Business
A Response To: An Open Letter To Canadians From Oil And Gas Workers
Update – April 13th 2020: View Eavor Technologies CEO – John Redfern’s response here
A letter in response to this:
https://business.financialpost.com/opinion/an-open-letter-to-canadians-from-oil-and-gas-workers
Dear Albertan oil executives,
Canada’s oil and gas workers need your help. For decades, we have been asking you to diversify our economy and look for ways to avoid the boom and bust cycle. We are now in a perfect storm with oil prices falling and workers in isolation from a deadly virus. We need your leadership more than ever.
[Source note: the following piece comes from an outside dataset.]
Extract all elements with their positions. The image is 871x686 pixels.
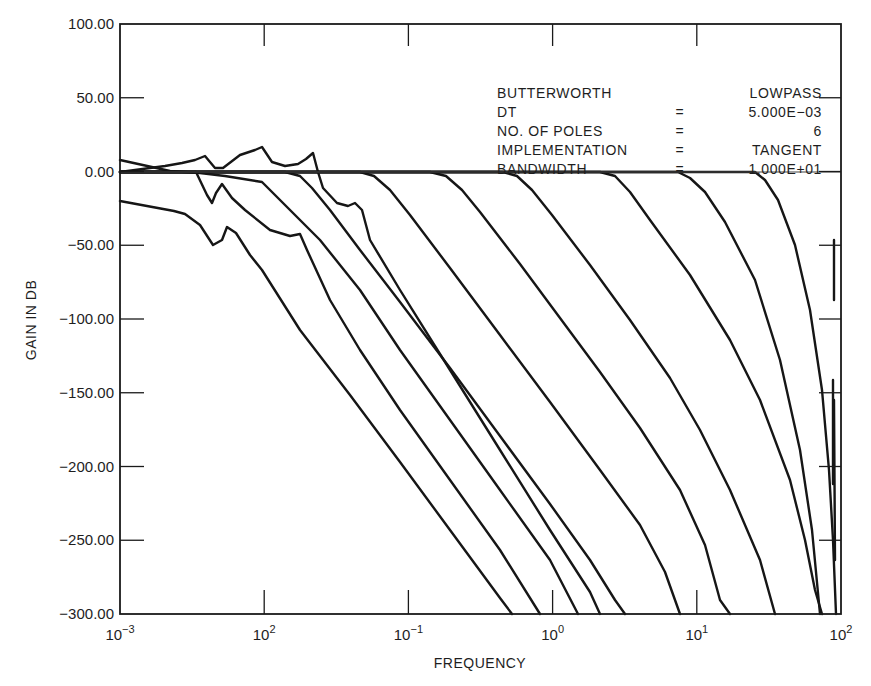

Unfortunately for us, you’ve chosen the least imaginative path possible: stay the course. In your April 6th Op-Ed in the Financial Post, you argued that the fossil fuel industry needs federal support in order to maintain a skilled workforce. For a province that prides itself on hard work and innovation, don’t you think we can do better?
The underlying assumption that you have made is that oil prices will return to a level that’s profitable for Alberta. But the historical trend doesn’t support your argument.
When you look at the historical price of WTI, Alberta’s golden years came from a bubble. In 2008 analysts all over the province were claiming oil would climb to $200 and Alberta would become the crown jewel of Canada. That turned out to be wishful thinking. You have dusted off that same playbook, claiming that oil will keep going up in price. The more likely scenario is that prices will return to their historical average.
We cannot rely on high oil prices for our economic survival.
(The picture was taken from https://tradingeconomics.com/commodity/crude-oil But any 30-year graph will do. )
I agree with you that we need to ensure that we can maintain our workforce. It’s essential that Alberta has skilled people working in our province so that we can develop our resources. Canada as a whole needs to maintain our skilled labour force and keep our economy functioning so that we can rebound once the pandemic is over. But putting those 200,000 people back to work into fossil fuels is a terrible idea.
So what do we do with hundreds of thousands of unemployed people and billions of dollars of idle equipment?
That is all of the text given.